Despite Sweetheart being a pretty standard creature feature, it still proves to be quite effective. One reason is because it features a strong central leading performance from Kiersey Clemons. Another is because writer/director JD Dillard crafts such masterful suspense leading up to its climactic finale. The premise may be simple. It’s a survival horror film about a woman who survives a shipwreck and wakes up to find herself stranded on an island with a mysterious creature. Yet Dillard is able to craft it so innovatively.

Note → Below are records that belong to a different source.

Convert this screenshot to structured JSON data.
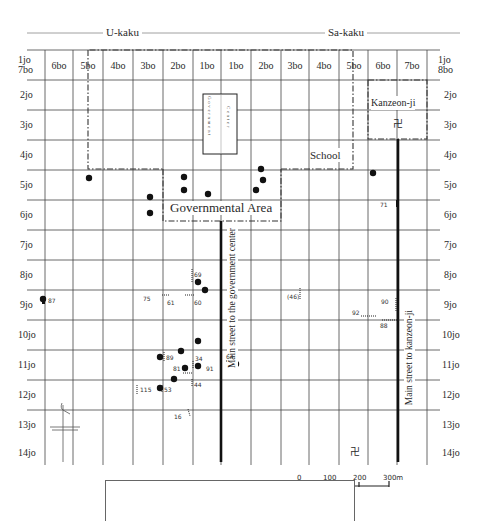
{
  "map": {
    "kaku": [
      {
        "label": "U-kaku",
        "x": 103,
        "y": 26
      },
      {
        "label": "Sa-kaku",
        "x": 325,
        "y": 26
      }
    ],
    "columns": [
      {
        "label": "6bo",
        "x": 59
      },
      {
        "label": "5bo",
        "x": 88
      },
      {
        "label": "4bo",
        "x": 118
      },
      {
        "label": "3bo",
        "x": 148
      },
      {
        "label": "2bo",
        "x": 178
      },
      {
        "label": "1bo",
        "x": 207
      },
      {
        "label": "1bo",
        "x": 236
      },
      {
        "label": "2bo",
        "x": 266
      },
      {
        "label": "3bo",
        "x": 295
      },
      {
        "label": "4bo",
        "x": 324
      },
      {
        "label": "5bo",
        "x": 354
      },
      {
        "label": "6bo",
        "x": 383
      },
      {
        "label": "7bo",
        "x": 412
      }
    ],
    "corner_left": {
      "line1": "1jo",
      "line2": "7bo"
    },
    "corner_right": {
      "line1": "1jo",
      "line2": "8bo"
    },
    "rows_left": [
      "2jo",
      "3jo",
      "4jo",
      "5jo",
      "6jo",
      "7jo",
      "8jo",
      "9jo",
      "10jo",
      "11jo",
      "12jo",
      "13jo",
      "14jo"
    ],
    "rows_right": [
      "2jo",
      "3jo",
      "4jo",
      "5jo",
      "6jo",
      "7jo",
      "8jo",
      "9jo",
      "10jo",
      "11jo",
      "12jo",
      "13jo",
      "14jo"
    ],
    "areas": {
      "government_center": "Government Center",
      "governmental_area": "Governmental Area",
      "school": "School",
      "kanzeon_ji": "Kanzeon-ji"
    },
    "streets": {
      "gov_center": "Main street to the government center",
      "kanzeon_ji": "Main street to kanzeon-ji"
    },
    "temple_symbol": "卍",
    "sites": [
      {
        "label": "87",
        "x": 47,
        "y": 300
      },
      {
        "label": "75",
        "x": 143,
        "y": 296
      },
      {
        "label": "61",
        "x": 168,
        "y": 300
      },
      {
        "label": "60",
        "x": 195,
        "y": 300
      },
      {
        "label": "69",
        "x": 194,
        "y": 272
      },
      {
        "label": "(46)",
        "x": 288,
        "y": 293
      },
      {
        "label": "90",
        "x": 383,
        "y": 299
      },
      {
        "label": "92",
        "x": 353,
        "y": 310
      },
      {
        "label": "88",
        "x": 380,
        "y": 322
      },
      {
        "label": "71",
        "x": 387,
        "y": 202
      },
      {
        "label": "89",
        "x": 168,
        "y": 355
      },
      {
        "label": "34",
        "x": 195,
        "y": 355
      },
      {
        "label": "64",
        "x": 226,
        "y": 353
      },
      {
        "label": "81",
        "x": 173,
        "y": 366
      },
      {
        "label": "91",
        "x": 207,
        "y": 366
      },
      {
        "label": "44",
        "x": 195,
        "y": 381
      },
      {
        "label": "115",
        "x": 140,
        "y": 386
      },
      {
        "label": "53",
        "x": 165,
        "y": 386
      },
      {
        "label": "16",
        "x": 173,
        "y": 413
      }
    ],
    "dots": [
      [
        89,
        178
      ],
      [
        184,
        177
      ],
      [
        184,
        190
      ],
      [
        208,
        194
      ],
      [
        150,
        197
      ],
      [
        150,
        213
      ],
      [
        261,
        169
      ],
      [
        263,
        180
      ],
      [
        256,
        190
      ],
      [
        373,
        173
      ],
      [
        43,
        299
      ],
      [
        197,
        283
      ],
      [
        205,
        290
      ],
      [
        197,
        341
      ],
      [
        181,
        350
      ],
      [
        160,
        357
      ],
      [
        185,
        368
      ],
      [
        197,
        366
      ],
      [
        236,
        365
      ],
      [
        174,
        379
      ],
      [
        160,
        388
      ]
    ],
    "scale": {
      "ticks": [
        "0",
        "100",
        "200",
        "300m"
      ]
    }
  }
}
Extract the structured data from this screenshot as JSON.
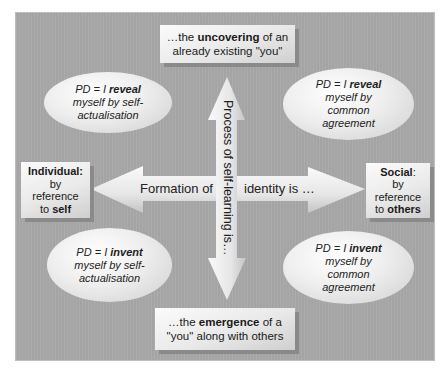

Buy Director JD Dillard’s Sleight Blu-ray

During the film’s first half, there is very little dialogue. It’s mostly the main character of Jen, played by Kiersey Clemons, navigating her way around the island and slowly discovering that she’s not alone. Once Jen spots devoured animals washing ashore and sees the body of a fellow ship passenger from her crash disappear, she realizes that a creature is in her midst even though she doesn’t see it right off the back. Due to a genius lack of expositional dialogue, we’re able to piece the puzzle together ourselves as well. Also, we get to spend the first half speculating what the creature looks like since it mostly hides in the shadows.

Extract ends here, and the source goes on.